Extant RPAs in archaea were hypothesized to have originated from an ancestral protein that was composed of only a single OB fold (3), and in fact although yet to be biochemically characterized, genes encoding such a protein remain in the genomes of several archaea and eukaryotes (18). The ancestral OB fold is presumed to have undergone several gene duplications or fission and recombination events to arrive at its current complexity (3, 18). Our data, based on the MbuRPA1-like, MthRPA-like, and MjaRPA-like proteins, suggest how homologous recombination events leading to chimeric or duplicated OB folds might have contributed to the diversity of RPAs in archaea. M. burtonii is a psychrophilic organism, and it is assumed that after the three-OB-fold RPA was invented and acquired by this organism, the protein went through other processes to adapt to a cold environment. Likewise, M. thermophila might have evolved a thermophilic version of the three-OB-fold RPA (Fig. 1A). This makes one wonder if this excision or the recombination event leading to the formation of the three-OB-fold protein facilitated its further evolution for adaptation to other environments. A search of the genomes of several haloarchaea suggests that Halobacterium sp. strain NRC-1, Haloarcula marismortui, and Natronomonas pharaonis also possess the three-OB-fold RPA with similar fusion of OB folds B and C (based on MacRPA1 architecture). However, the haloarchaeal protein seems to have acquired more genetic information through a fusion at the extreme C-terminal region of the three original OB folds (Fig. 1A). The acquired amino acid sequence could be a noncanonical OB fold, which will lead to a four-OB-fold RPA as in the Methanosarcinales. In contrast, this could also be a modification that was essential for adaptation to high-salt environments.
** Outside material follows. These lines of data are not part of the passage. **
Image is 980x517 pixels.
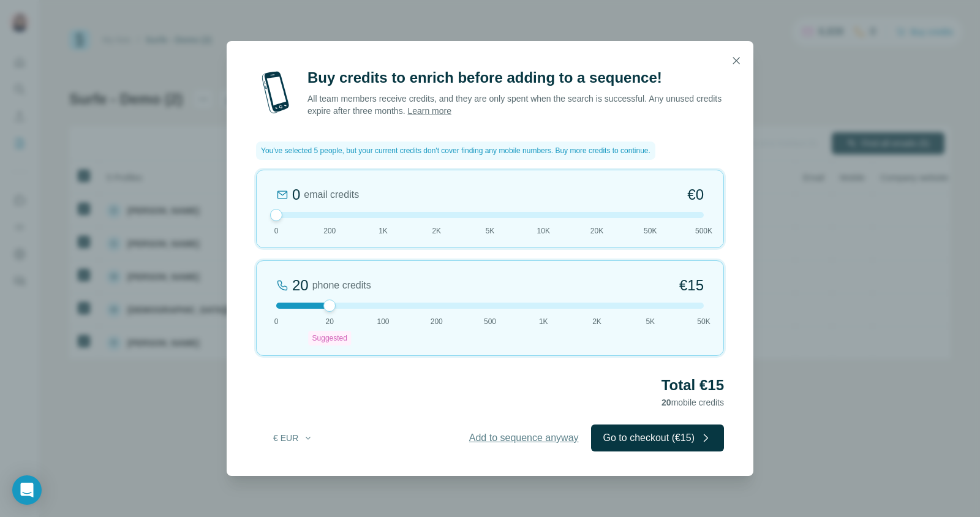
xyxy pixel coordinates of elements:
[255,376,724,395] h2: Total €15
[292,275,309,295] div: 20
[12,475,41,504] div: Open Intercom Messenger
[432,225,441,236] span: 2K
[592,316,601,327] span: 2K
[274,316,279,327] span: 0
[644,225,657,236] span: 50K
[379,225,388,236] span: 1K
[456,424,591,452] button: Add to sequence anyway
[661,397,671,408] span: 20
[326,316,333,327] span: 20
[307,93,724,117] p: All team members receive credits, and they are only spent when the search is successful. Any unus...
[687,185,703,205] span: €0
[292,185,300,205] div: 0
[323,225,335,236] span: 200
[430,316,443,327] span: 200
[661,397,724,408] span: mobile credits
[590,225,603,236] span: 20K
[484,316,496,327] span: 500
[255,68,295,117] img: mobile-phone
[486,225,495,236] span: 5K
[377,316,389,327] span: 100
[309,331,351,345] div: Suggested
[408,106,451,116] a: Learn more
[274,225,279,236] span: 0
[469,430,579,445] span: Add to sequence anyway
[303,187,359,202] span: email credits
[537,225,550,236] span: 10K
[697,316,710,327] span: 50K
[591,424,724,452] button: Go to checkout (€15)
[312,278,371,293] span: phone credits
[695,225,712,236] span: 500K
[679,275,703,295] span: €15
[646,316,655,327] span: 5K
[264,426,321,449] button: € EUR
[261,145,650,156] span: You've selected 5 people, but your current credits don't cover finding any mobile numbers. Buy mo...
[539,316,548,327] span: 1K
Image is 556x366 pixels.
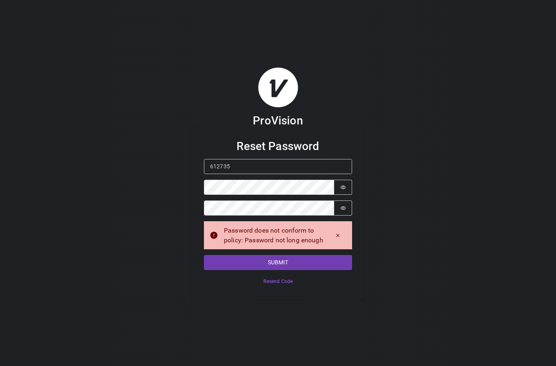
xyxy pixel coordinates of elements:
[204,255,352,270] button: Submit
[334,201,352,216] button: Show password
[253,114,303,128] h3: ProVision
[204,139,352,153] h3: Reset Password
[224,226,324,245] div: Password does not conform to policy: Password not long enough
[334,180,352,195] button: Show password
[329,230,346,241] button: Dismiss alert
[204,276,352,288] button: Resend Code
[204,159,352,174] input: Enter your Confirmation Code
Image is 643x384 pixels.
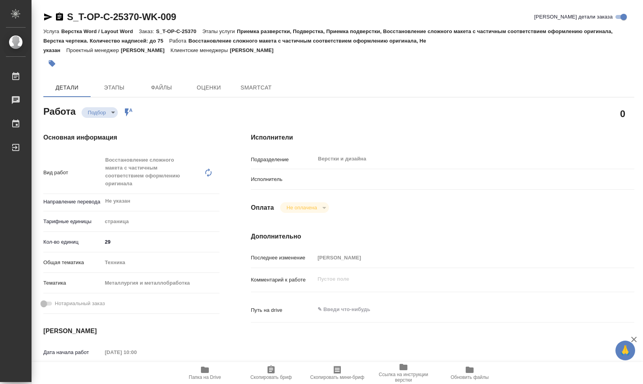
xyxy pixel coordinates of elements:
p: Исполнитель [251,175,315,183]
span: Нотариальный заказ [55,300,105,308]
p: Работа [170,38,189,44]
button: Добавить тэг [43,55,61,72]
h2: 0 [621,107,626,120]
button: Папка на Drive [172,362,238,384]
h4: [PERSON_NAME] [43,326,220,336]
span: Этапы [95,83,133,93]
button: Скопировать ссылку [55,12,64,22]
p: Проектный менеджер [66,47,121,53]
p: Этапы услуги [202,28,237,34]
a: S_T-OP-C-25370-WK-009 [67,11,176,22]
p: Подразделение [251,156,315,164]
button: Обновить файлы [437,362,503,384]
p: Последнее изменение [251,254,315,262]
p: Клиентские менеджеры [171,47,230,53]
button: Скопировать мини-бриф [304,362,371,384]
h2: Работа [43,104,76,118]
input: ✎ Введи что-нибудь [102,236,220,248]
p: S_T-OP-C-25370 [156,28,202,34]
button: Ссылка на инструкции верстки [371,362,437,384]
p: Услуга [43,28,61,34]
span: Детали [48,83,86,93]
span: Папка на Drive [189,375,221,380]
span: SmartCat [237,83,275,93]
h4: Основная информация [43,133,220,142]
h4: Исполнители [251,133,635,142]
input: Пустое поле [102,347,171,358]
span: Файлы [143,83,181,93]
p: Восстановление сложного макета с частичным соответствием оформлению оригинала, Не указан [43,38,427,53]
p: [PERSON_NAME] [230,47,280,53]
p: Заказ: [139,28,156,34]
button: Подбор [86,109,108,116]
span: 🙏 [619,342,632,359]
button: Скопировать бриф [238,362,304,384]
p: Верстка Word / Layout Word [61,28,139,34]
p: Тематика [43,279,102,287]
p: [PERSON_NAME] [121,47,171,53]
p: Вид работ [43,169,102,177]
p: Кол-во единиц [43,238,102,246]
span: Оценки [190,83,228,93]
div: Подбор [82,107,118,118]
span: Ссылка на инструкции верстки [375,372,432,383]
p: Комментарий к работе [251,276,315,284]
button: Скопировать ссылку для ЯМессенджера [43,12,53,22]
button: Не оплачена [284,204,319,211]
div: Подбор [280,202,329,213]
span: [PERSON_NAME] детали заказа [535,13,613,21]
p: Направление перевода [43,198,102,206]
p: Путь на drive [251,306,315,314]
div: Металлургия и металлобработка [102,276,220,290]
p: Приемка разверстки, Подверстка, Приемка подверстки, Восстановление сложного макета с частичным со... [43,28,613,44]
h4: Дополнительно [251,232,635,241]
span: Скопировать бриф [250,375,292,380]
p: Дата начала работ [43,349,102,356]
span: Обновить файлы [451,375,489,380]
h4: Оплата [251,203,274,213]
p: Тарифные единицы [43,218,102,226]
div: страница [102,215,220,228]
button: 🙏 [616,341,636,360]
p: Общая тематика [43,259,102,267]
div: Техника [102,256,220,269]
input: Пустое поле [315,252,603,263]
span: Скопировать мини-бриф [310,375,364,380]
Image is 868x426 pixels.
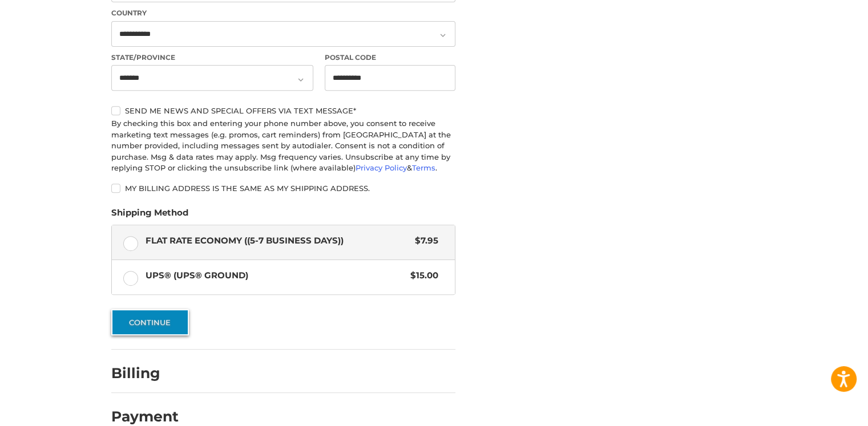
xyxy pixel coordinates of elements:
h2: Payment [111,408,179,425]
a: Privacy Policy [355,163,407,172]
label: Send me news and special offers via text message* [111,106,455,115]
span: Flat Rate Economy ((5-7 Business Days)) [146,234,409,248]
button: Continue [111,309,189,335]
span: $7.95 [409,234,438,248]
a: Terms [412,163,436,172]
legend: Shipping Method [111,206,189,225]
label: My billing address is the same as my shipping address. [111,183,455,193]
label: Postal Code [325,52,456,63]
iframe: Google Customer Reviews [774,396,868,426]
label: State/Province [111,52,314,63]
div: By checking this box and entering your phone number above, you consent to receive marketing text ... [111,118,455,174]
label: Country [111,8,455,18]
h2: Billing [111,364,178,382]
span: $15.00 [404,269,438,282]
span: UPS® (UPS® Ground) [146,269,405,282]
Multi-OB-fold RPAs provide a unique case to study domain deletion and fusion. A high nucleic acid sequence homology between individual OB folds will make the sequences of the genes encoding RPAs prone to expansion and deletion. The mechanism for domain reshuffling likely involves recombinational repair of a two-strand damage that may occur during replication (Fig. 7C) or restoration of a collapsed replication fork. Consecutive OB folds can be looked upon as direct repeats. Therefore, if a sequence corresponding to a highly homologous fold (either preceding or following the cognate fold) is used as the template for the homology-directed DNA repair, the repaired daughter chromosome would contain a different number of repeats than the parental DNA molecule. This mechanism may explain the deletion and introduction of complete OB folds and fusion of two OB folds leading to a chimeric OB fold.

Supplementary Material

[Supplemental material]

Acknowledgments

We thank William W. Metcalf (University of Illinois at Urbana-Champaign) for providing M. acetivorans genomic DNA and Zvi Kelman (University of Maryland at College Park) for providing M. thermautotrophicus RPA and PolBI genes. We also thank Roderick I. Mackie, Satish K. Nair, H. Rex Gaskins, and Bryan A. White (University of Illinois at Urbana-Champaign) for insightful scientific discussions.

This research was supported by a National Science Foundation grant, MCB-0238451, to I.K.O.C. Also, Y.L., L.-J.L., and P.S. were supported by National Science Foundation grant MCB-0238451.

Footnotes

Published ahead of print on 27 June 2008.